GitHub could be acquired by Microsoft

Jonathan M Davis newsgroup.d at jmdavisprog.com
Thu Jun 7 20:49:38 UTC 2018


On Thursday, June 07, 2018 20:02:31 Russel Winder via Digitalmars-d-announce 
wrote:
> On Thu, 2018-06-07 at 10:17 -0700, H. S. Teoh via Digitalmars-d-announce
>
> wrote:
> > […]
> >
> > Exactly!!!  Git was built precisely for decentralized, distributed
> > development.  Anyone should be (and is, if they bothered to put just a
> > tiny amount of effort into it) able to set up a git server and send the
> > URL to prospective collaborators.  Anyone is free to clone the git repo
> > and redistribute that clone to anyone else.  Anyone can create new
> > commits in a local clone and send the URL to another collaborator who
> > can pull the commits.  It should never have become the tool to build
> > walled gardens that inhibit this free sharing of code.
>
> I think there is an interesting tension between using a DVCS as a DVCS and
> no central resource, and thus no mainline version, and using a DVCS in
> combination with a central resource.  In the latter category the central
> resource may just be the repository acting as the mainline, or, as with
> GitHub, GitLab, Launchpad, the central resource provides sharing and
> reviewing support.
>
> Very few organisations, except perhaps those that use Fossil, actually use
> DVCS as a DVCS. Everyone seems to want a public mainline version: the
> repository that represents the official state of the project. It seems
> the world is not capable of working with a DVCS system that does not even
> support "eventually consistent". Perhaps because of lack of trying or
> perhaps because the idea of the mainline version of a project is
> important to projects.
>
> In the past Gnome, Debian, GStreamer, and many others have had a central
> mainline Git repository and everything was handled as DVCS, with emailed
> patches. They tended not to support using remotes and merges via that
> route, not entirely sure why. GitHub and GitLab supported forking,
> issues, pull requests, and CI. So many people have found this useful. Not
> just for having ready made CI on PRs, but because there was a central
> place that lots of projects were at, there was lots of serendipitous
> contribution. Gnome, Debian, and GStreamer are moving to private GitLab
> instances. It seems the use of a bare Git repository is not as appealing
> to these projects as having the support of a centralised system.
>
> I think that whilst there are many technical reasons for having an element
> of process support at the mainline location favouring the GitHubs and
> GitLabs of this Gitty world, a lot of it is about the people and the
> social system: there is a sense of belonging, a sense of accessibility,
> and being able to contribute more easily.
>
> One of the aspects of the total DVCS is that it can exclude, it is in
> itself a walled garden, you have to be in the clique to even know the
> activity is happening.
>
> All of this is not just technical, it is socio-technical.

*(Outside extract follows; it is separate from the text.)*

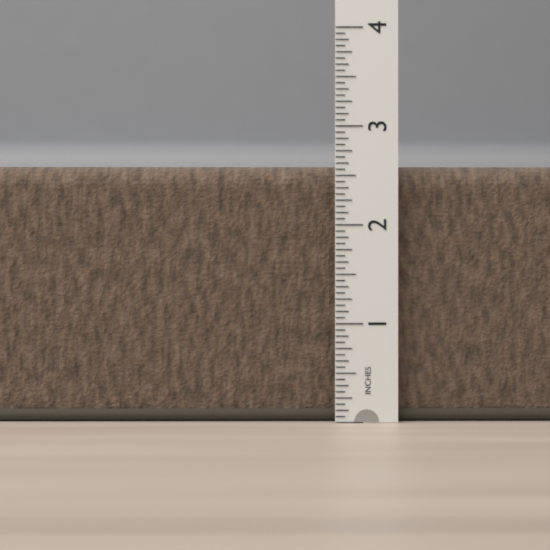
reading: 2.6250 in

Honestly, I don't see how it makes sense to release any software without a
definitive repo. Decentralized source control systems like git are great in
that they allow you to have your own fork and do things locally without
needing to talk to any central repo and because having folks be able to fork
and muck around with stuff easily is incredibly valuable. But actually
releasing software that way is a bit of a mess, and there usually needs to
be a main repo where the official version of stuff goes. So, the
decentralization is great for collaboration, and it removes the need to
communicate with the main repo when you don't actually need to, but it
really doesn't remove the need for a central repository for the official
version of the project.

Whether that central repo needs to be somewhere like github or gitlab or
bitbucket or whatever is another matter entirely, but ultimately, I think
that the main benefits of DVCS is that it removes the dependency on the
central repo from any operations that don't actually need the central repo,
not that it removes the need for a central repo, because it really doesn't -
not if you want to be organized about releases anyway.